DIGITAL LIBRARY
A TEXTBOOK-BASED SERIOUS GAME FOR PRACTISING SPOKEN LANGUAGE
Geneva University (SWITZERLAND)
About this paper:
Appears in: ICERI2013 Proceedings
Publication year: 2013
Pages: 2027-2036
ISBN: 978-84-616-3847-5
ISSN: 2340-1095
Conference name: 6th International Conference of Education, Research and Innovation
Dates: 18-20 November, 2013
Location: Seville, Spain
Abstract:
We describe a web-enabled serious game intended to help German-speaking beginner students of English improve their generative and auditory competence. Empirically, English is a language which German-speaking people find easy to learn; the main challenge for the student is not so much grammar or phonology, but rather acquiring the experience needed to build up confidence. The tool, designed to address this need, offers a short course of 8 interactive lessons using a combined vocabulary of about 450 words. It was developed in collaboration with a secondary school teacher, with the content taken from a commonly used textbook; the intent is to integrate it into the normal school curriculum. The game is structured as a series of short dialogues between the student and the machine, where the student is encouraged to use simple language in practical contexts like booking a hotel room, buying clothes, or ordering a meal in a restaurant.

The game is based on the existing CALL-SLT platform (http://callslt.org) and consists of five main modules, responsible for web deployment, speech recognition, machine translation, lesson structure and game/motivation structure.

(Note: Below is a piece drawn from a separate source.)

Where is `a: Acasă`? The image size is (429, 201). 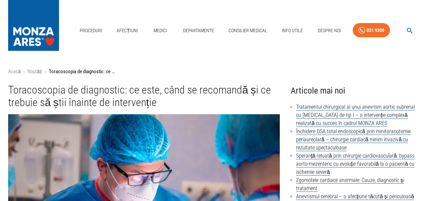 a: Acasă is located at coordinates (14, 72).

The first three levels have been described elsewhere (http://www.issco.unige.ch/pub/lrec2010_callslt.pdf, http://www.issco.unige.ch/pub/lrec2012_architecture.pdf ); this paper will focus on the lesson and game structures, which are new.

Each lesson is a dialogue, which connects together groups of component examples. At each turn, the system starts by playing a short video file in English (“How may I help you?”), and simultaneously displays a piece of text in German indicating to the student how they should reply (frag: Zimmer für 2 Nächte). The student gives a spoken response in English; they can usually respond in several different ways to each prompt (“A room for 2 nights please”/ “Could I have a room for 2 nights” / “I would like a room for 2 nights” …). If the student is uncertain how to respond, they can ask for a help example, which is presented in both written and spoken form. After the student answers, the system performs speech recognition, machine translation and matching, and either accepts or rejects. Depending on the result and the defined lesson structure, it can either go to a new step or repeat the current one.

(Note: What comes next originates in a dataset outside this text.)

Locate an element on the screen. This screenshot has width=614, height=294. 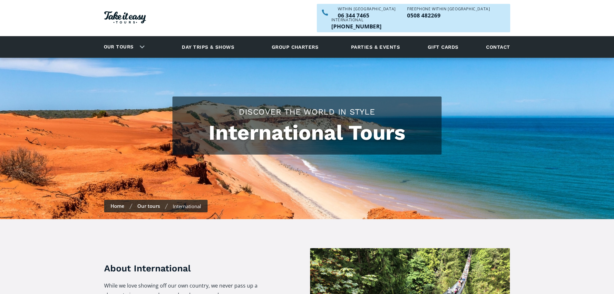
h2: Discover the world in style is located at coordinates (307, 111).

There are multiple paths through the dialogue. Each step can lead to multiple different steps, either randomly or depending on the student’s response , and, within each individual step, the student can be given different variants of the prompt (frag: Zimmer für 2 Nächte/3 Nächte/…/1 Woche). The lesson structure is defined in an XML file, where each step is an XML structure that contains a number of fields: the most important specify the multimedia file, the group of prompts associated with the step, and the steps to go to conditional on different outcomes. A lesson typically contains 10 to 20 steps.

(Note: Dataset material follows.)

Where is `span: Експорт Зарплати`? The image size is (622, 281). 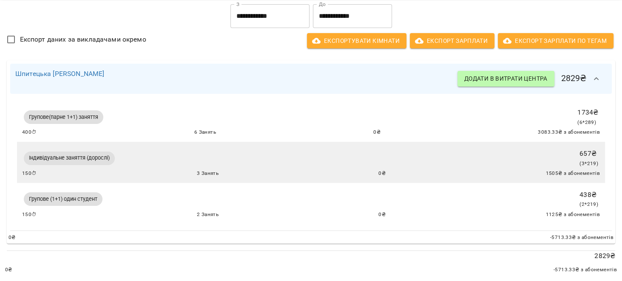
span: Експорт Зарплати is located at coordinates (452, 41).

The overall system is gamified to increase student motivation, using common game elements such as badges. The student can acquire a badge at a given level by completing a lesson enough times, while possibly also achieving a specified minimum score; the score definition includes both negative elements (avoiding system rejection) and positive elements (using “bonus phrases” specified in the course definition).